Mel Nicholls: Para-triathlete aiming for Paris 2024 Games after whirlwind year
- Published
Former wheelchair racer and hand cyclist Mel Nicholls says she became a para-triathlete by "accident" as she targets a spot in the 2024 Paris Games after only a year in the sport.
The 45-year-old represented Great Britain in wheelchair racing at London 2012 and in Rio in 2016.
Yet, after joining her local triathlon club "for fun" Nicholls has rapidly risen through the sport's ranks.
She is now targeting a spot at the Paralympics next summer.
"I've never been a swimmer. I'd do a bit of swimming as part of my recovery in the pool but that was about it," Nicholls said.
"I joined my local triathlon club just for a bit of social time really, to train with other people. I was training on my bike and it was just to get in the pool and maybe learn to swim a bit better.
"There was a bit of talk about me doing a triathlon but, to be honest, I had no plans to do it.
"Now I'm under the world-class programme, working hard with the rest of the squad for, hopefully, Paris next year. That will be absolutely incredible."
'Way out of my comfort zone'
Nicholls, from Tewksbury in Gloucestershire, also won a silver medal at the World Para Athletics Championships in 2015 and broke multiple world records on the track before moving into marathon and endurance wheelchair racing.
At the same time, Nicholls took up handcycling and in 2017 she was selected for British Cycling's para-cycling programme.
In recent years she has taken to ultra-endurance events, often self-supported - in 2019 she set a world record by handcycling from Land's End to John O'Groats, and two years later hand cycled 4,800 miles around the UK coast.
Para-triathlon represents a whole new challenge, however.
"Put me in the sea or a lake where I have to swim to start a race - that is way out of my comfort zone. I would say this is my biggest challenge," Nicholls said.
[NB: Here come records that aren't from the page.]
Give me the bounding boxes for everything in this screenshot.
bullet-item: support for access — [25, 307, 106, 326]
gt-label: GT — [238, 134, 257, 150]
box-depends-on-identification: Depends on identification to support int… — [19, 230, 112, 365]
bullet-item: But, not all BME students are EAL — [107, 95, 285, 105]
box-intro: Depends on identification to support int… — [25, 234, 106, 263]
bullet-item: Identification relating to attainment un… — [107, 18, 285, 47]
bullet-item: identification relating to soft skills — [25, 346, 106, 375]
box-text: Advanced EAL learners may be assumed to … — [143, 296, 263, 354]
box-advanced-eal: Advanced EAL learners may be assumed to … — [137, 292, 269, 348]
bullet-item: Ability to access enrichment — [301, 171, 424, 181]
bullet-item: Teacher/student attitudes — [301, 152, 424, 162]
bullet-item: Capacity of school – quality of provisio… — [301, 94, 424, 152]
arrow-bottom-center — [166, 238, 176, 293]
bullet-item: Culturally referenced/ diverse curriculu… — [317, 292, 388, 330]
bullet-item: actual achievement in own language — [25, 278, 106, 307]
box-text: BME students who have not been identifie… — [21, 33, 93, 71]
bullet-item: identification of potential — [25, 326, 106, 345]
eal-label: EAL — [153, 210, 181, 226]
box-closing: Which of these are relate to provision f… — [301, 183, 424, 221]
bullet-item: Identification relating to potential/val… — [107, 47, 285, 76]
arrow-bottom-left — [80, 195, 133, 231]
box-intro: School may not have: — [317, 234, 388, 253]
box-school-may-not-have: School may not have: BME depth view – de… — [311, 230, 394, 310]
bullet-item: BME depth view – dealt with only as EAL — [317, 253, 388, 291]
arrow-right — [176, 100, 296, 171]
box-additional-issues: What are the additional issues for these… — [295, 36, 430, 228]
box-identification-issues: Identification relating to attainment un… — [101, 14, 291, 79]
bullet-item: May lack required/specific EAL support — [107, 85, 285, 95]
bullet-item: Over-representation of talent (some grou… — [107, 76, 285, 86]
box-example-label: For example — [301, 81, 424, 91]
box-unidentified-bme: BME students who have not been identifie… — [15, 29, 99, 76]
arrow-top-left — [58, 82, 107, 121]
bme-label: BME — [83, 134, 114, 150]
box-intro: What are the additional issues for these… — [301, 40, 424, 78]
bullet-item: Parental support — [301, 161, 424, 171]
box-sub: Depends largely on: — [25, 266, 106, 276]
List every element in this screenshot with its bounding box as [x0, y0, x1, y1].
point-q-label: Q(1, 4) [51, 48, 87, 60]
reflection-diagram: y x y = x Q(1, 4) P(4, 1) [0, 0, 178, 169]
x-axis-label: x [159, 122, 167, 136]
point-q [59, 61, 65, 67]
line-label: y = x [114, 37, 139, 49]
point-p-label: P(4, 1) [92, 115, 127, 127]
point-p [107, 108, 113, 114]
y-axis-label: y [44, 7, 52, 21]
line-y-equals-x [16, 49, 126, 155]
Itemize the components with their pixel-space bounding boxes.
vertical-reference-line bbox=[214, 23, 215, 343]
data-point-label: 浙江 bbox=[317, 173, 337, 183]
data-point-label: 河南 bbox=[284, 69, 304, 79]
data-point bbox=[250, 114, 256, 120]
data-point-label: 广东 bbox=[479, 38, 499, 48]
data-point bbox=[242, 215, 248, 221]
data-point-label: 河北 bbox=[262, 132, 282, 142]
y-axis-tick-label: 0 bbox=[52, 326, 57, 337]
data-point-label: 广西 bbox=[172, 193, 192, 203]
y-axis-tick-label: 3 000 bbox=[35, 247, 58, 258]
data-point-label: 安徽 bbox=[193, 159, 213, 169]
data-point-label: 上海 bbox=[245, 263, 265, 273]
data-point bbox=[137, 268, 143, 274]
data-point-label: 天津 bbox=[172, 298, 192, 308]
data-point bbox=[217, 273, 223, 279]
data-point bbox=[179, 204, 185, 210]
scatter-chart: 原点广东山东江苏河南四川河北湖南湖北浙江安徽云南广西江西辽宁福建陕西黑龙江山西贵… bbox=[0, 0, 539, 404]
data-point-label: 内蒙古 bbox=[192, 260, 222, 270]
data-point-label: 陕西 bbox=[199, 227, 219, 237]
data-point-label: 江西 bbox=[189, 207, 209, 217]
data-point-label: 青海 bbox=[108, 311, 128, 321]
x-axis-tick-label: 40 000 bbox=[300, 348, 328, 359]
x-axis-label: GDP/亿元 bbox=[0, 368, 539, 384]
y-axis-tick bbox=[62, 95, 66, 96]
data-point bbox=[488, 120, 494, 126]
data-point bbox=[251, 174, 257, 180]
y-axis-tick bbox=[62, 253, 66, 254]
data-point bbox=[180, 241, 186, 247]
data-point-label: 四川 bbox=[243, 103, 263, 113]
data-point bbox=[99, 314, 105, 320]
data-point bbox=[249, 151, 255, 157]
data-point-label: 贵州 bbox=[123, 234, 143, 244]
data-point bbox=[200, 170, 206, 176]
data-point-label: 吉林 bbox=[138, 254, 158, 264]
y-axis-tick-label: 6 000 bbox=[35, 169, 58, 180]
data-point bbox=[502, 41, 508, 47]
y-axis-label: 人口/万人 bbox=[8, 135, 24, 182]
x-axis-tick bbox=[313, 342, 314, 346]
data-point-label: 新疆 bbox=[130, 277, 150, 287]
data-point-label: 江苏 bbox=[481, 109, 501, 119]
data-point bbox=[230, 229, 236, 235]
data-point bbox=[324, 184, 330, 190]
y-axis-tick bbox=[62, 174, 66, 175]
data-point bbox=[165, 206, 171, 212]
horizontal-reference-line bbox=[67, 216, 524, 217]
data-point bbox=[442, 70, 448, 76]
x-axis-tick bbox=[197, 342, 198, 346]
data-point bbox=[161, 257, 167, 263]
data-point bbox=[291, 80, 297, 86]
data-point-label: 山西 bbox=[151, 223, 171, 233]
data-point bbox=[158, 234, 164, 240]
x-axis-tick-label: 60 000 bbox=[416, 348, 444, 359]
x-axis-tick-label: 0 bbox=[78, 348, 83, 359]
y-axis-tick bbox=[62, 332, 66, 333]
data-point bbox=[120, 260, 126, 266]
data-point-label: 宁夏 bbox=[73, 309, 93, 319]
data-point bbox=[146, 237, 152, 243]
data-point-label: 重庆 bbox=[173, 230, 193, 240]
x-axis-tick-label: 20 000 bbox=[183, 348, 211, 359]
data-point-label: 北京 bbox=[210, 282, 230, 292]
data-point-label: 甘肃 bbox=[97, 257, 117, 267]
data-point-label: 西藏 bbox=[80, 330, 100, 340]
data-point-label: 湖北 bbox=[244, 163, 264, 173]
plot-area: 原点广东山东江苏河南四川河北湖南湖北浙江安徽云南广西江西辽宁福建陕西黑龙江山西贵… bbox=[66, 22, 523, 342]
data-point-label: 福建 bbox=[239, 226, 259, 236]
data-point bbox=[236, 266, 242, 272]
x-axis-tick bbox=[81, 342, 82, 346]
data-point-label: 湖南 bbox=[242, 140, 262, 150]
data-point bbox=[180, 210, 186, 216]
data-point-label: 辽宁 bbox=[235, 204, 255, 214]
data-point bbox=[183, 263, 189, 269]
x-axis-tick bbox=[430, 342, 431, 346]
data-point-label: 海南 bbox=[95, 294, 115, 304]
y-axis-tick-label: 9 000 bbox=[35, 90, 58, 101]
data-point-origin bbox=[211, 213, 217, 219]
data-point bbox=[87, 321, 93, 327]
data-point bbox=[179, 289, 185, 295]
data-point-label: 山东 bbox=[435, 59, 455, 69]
"I hadn't closed the door to another Paralympic Games but I hadn't considered that I would go to another, either. It has all been a bit of a whirlwind, the last year."
Nicholls, who is unable to walk due to a series of strokes during her 20s, won her first triathlon in May 2022. Wins followed at World and European Triathlon Para Cup rounds, with a place in Paris now a real possibility.
"Even though I am experienced in two of the three elements, triathlon is very different. It's a different set of skills you need and the courses are very technical," Nicholls added.
"And I don't think I'd call myself a swimmer yet. I'm still working on it."